> **WORK ORDER**
Repeat, word for word and with nothing added, each line from the one containing "Find the location of a" to the final line of the data, keeping both ends. Pictures are not part of the copy.

Screenshot grounding data:
BEGIN

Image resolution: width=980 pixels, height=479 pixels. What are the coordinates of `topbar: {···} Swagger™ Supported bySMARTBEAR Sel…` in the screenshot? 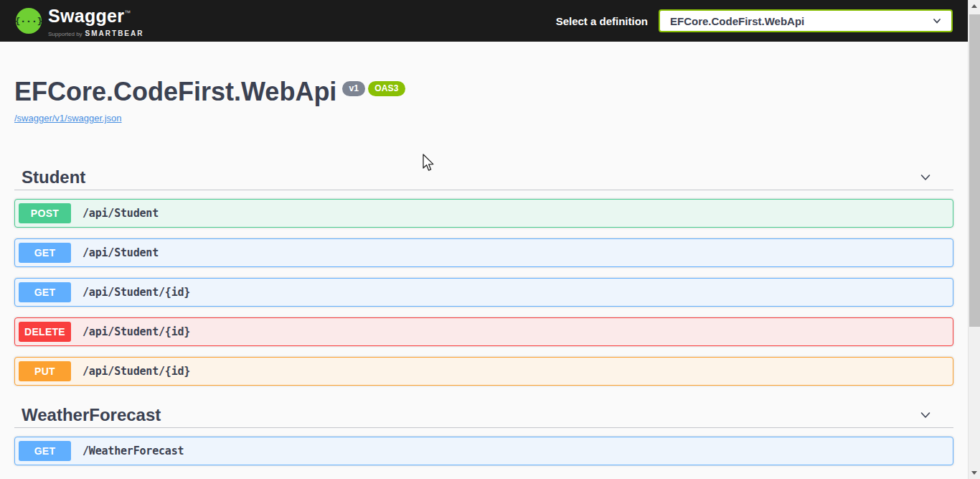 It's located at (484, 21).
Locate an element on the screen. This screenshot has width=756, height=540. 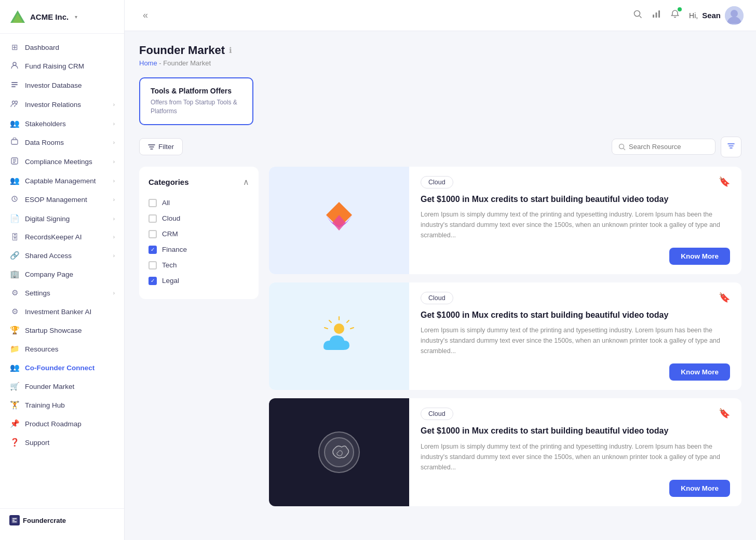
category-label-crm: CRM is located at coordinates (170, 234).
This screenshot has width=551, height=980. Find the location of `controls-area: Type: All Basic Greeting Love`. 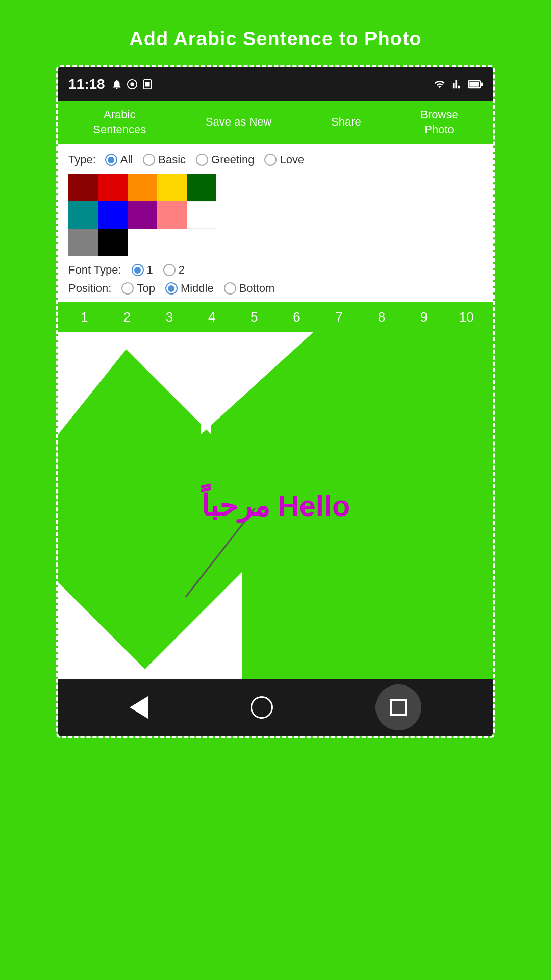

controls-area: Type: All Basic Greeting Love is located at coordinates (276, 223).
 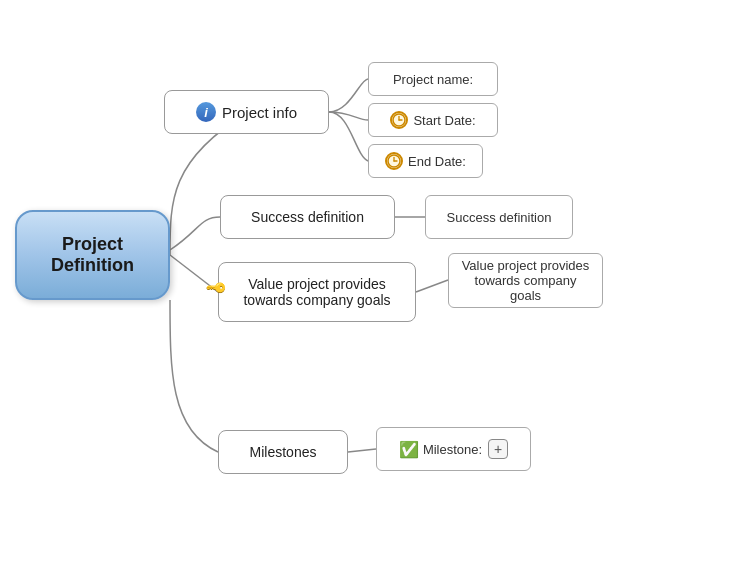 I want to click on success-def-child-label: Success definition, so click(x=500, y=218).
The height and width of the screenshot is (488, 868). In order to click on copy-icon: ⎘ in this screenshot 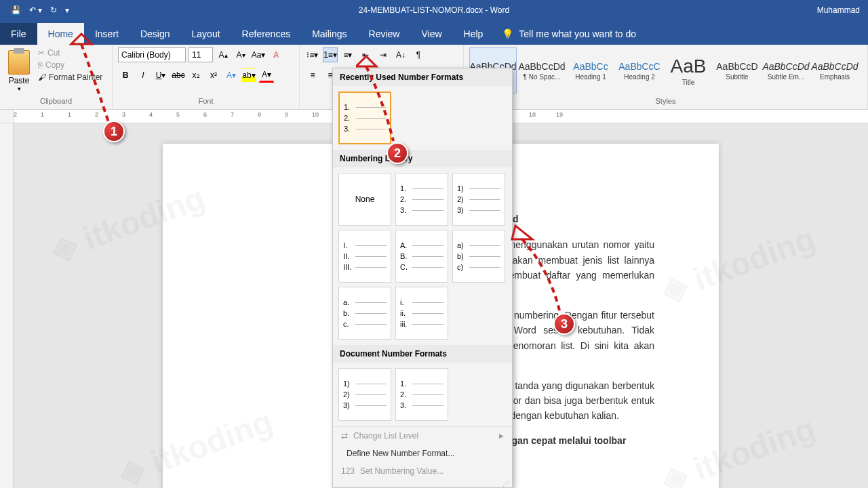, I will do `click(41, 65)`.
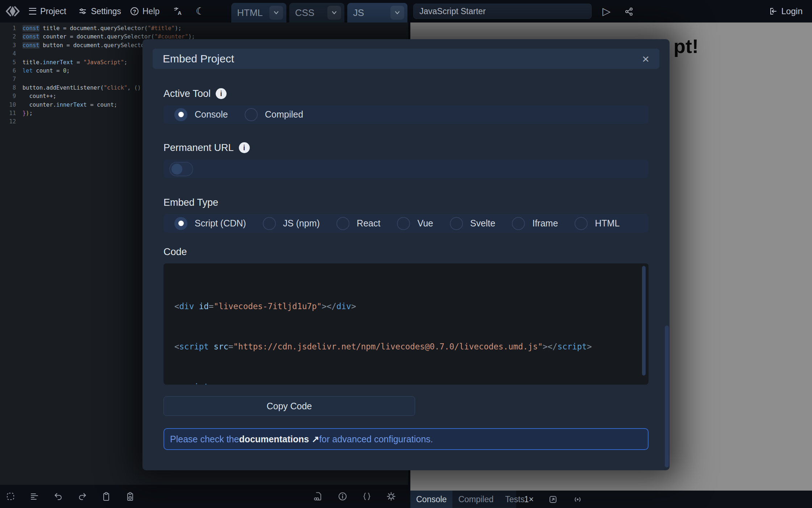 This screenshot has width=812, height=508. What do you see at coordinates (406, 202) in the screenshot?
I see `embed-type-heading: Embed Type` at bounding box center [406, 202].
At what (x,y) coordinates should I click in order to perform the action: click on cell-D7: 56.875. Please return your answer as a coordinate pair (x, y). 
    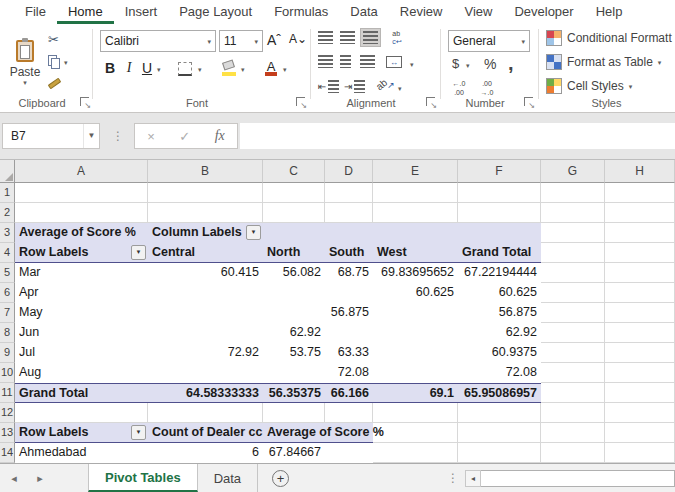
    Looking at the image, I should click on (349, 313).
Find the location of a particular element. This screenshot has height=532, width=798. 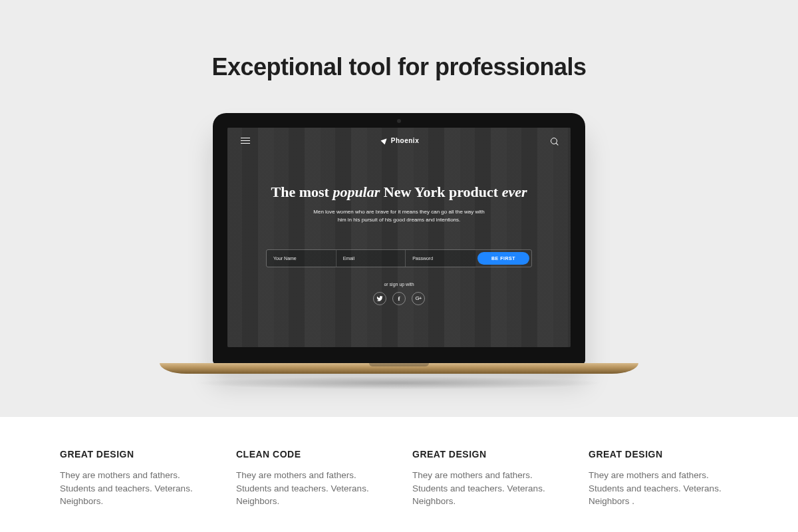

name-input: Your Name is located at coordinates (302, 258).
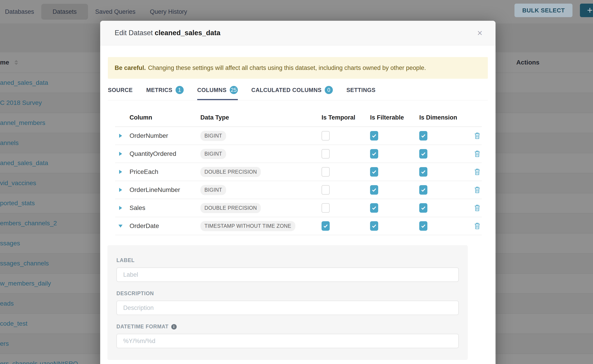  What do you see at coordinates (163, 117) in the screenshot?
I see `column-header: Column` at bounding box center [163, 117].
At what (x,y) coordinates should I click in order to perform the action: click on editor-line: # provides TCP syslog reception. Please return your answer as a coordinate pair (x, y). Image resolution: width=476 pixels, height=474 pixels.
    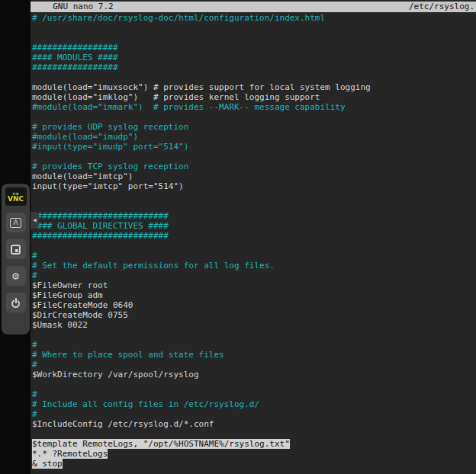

END

> **ANSWER BELOW**
Find the location of a particular element. This screenshot has height=532, width=798. 

name-input: Your Name is located at coordinates (302, 258).
  What do you see at coordinates (163, 117) in the screenshot?
I see `column-header: Column` at bounding box center [163, 117].
At what (x,y) coordinates should I click in order to perform the action: click on editor-line: # provides TCP syslog reception. Please return your answer as a coordinate pair (x, y). Image resolution: width=476 pixels, height=474 pixels.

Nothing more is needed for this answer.